▸ What you have to do: Transcribe the data exactly, stopping after the "Task: Click on the breadcrumbs: src›main›java›J" line.

------ Source data ------

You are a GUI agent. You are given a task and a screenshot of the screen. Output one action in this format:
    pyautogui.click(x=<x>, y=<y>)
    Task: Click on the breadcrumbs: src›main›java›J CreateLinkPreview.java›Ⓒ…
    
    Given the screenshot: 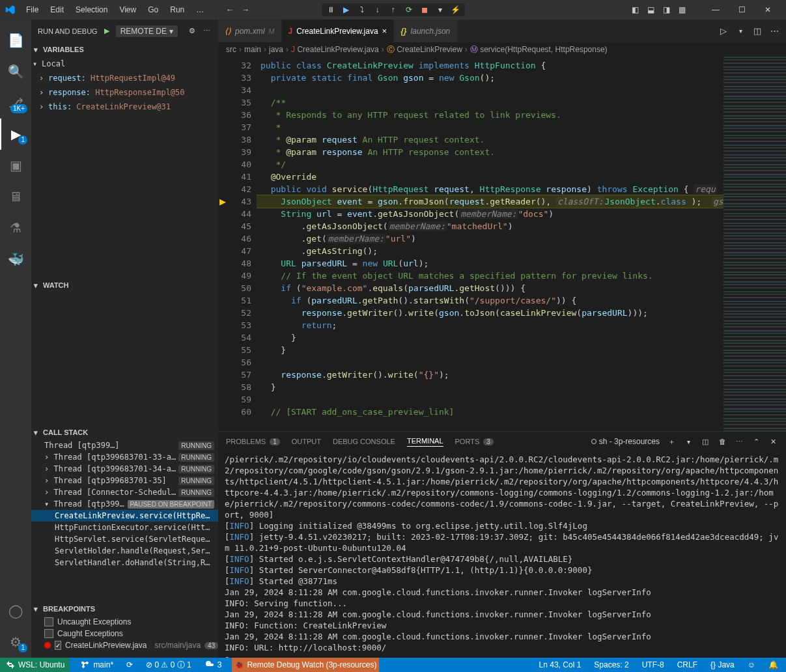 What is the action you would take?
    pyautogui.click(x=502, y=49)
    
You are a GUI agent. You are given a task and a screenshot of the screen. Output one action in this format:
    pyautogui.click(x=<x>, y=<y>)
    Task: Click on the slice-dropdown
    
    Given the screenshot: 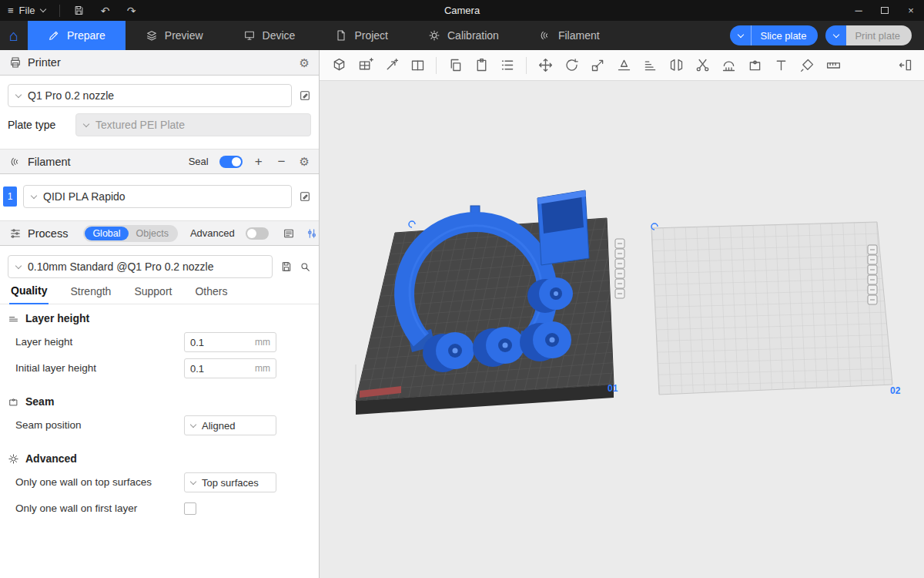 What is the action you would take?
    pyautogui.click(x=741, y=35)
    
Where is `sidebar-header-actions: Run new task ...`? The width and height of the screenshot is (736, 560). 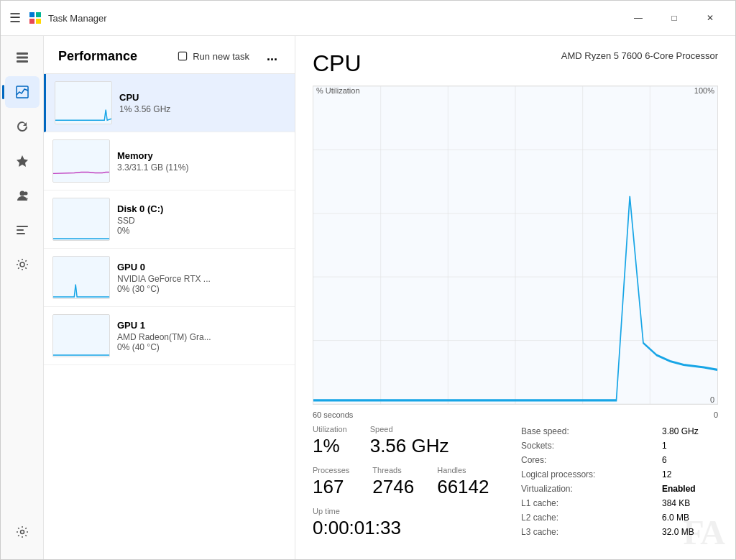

------

▸ Exercise output:
You are a GUI agent. You are given a task and a screenshot of the screen. Output one action in this format:
    pyautogui.click(x=<x>, y=<y>)
    Task: Click on the breadcrumbs: src›main›java›J CreateLinkPreview.java›Ⓒ…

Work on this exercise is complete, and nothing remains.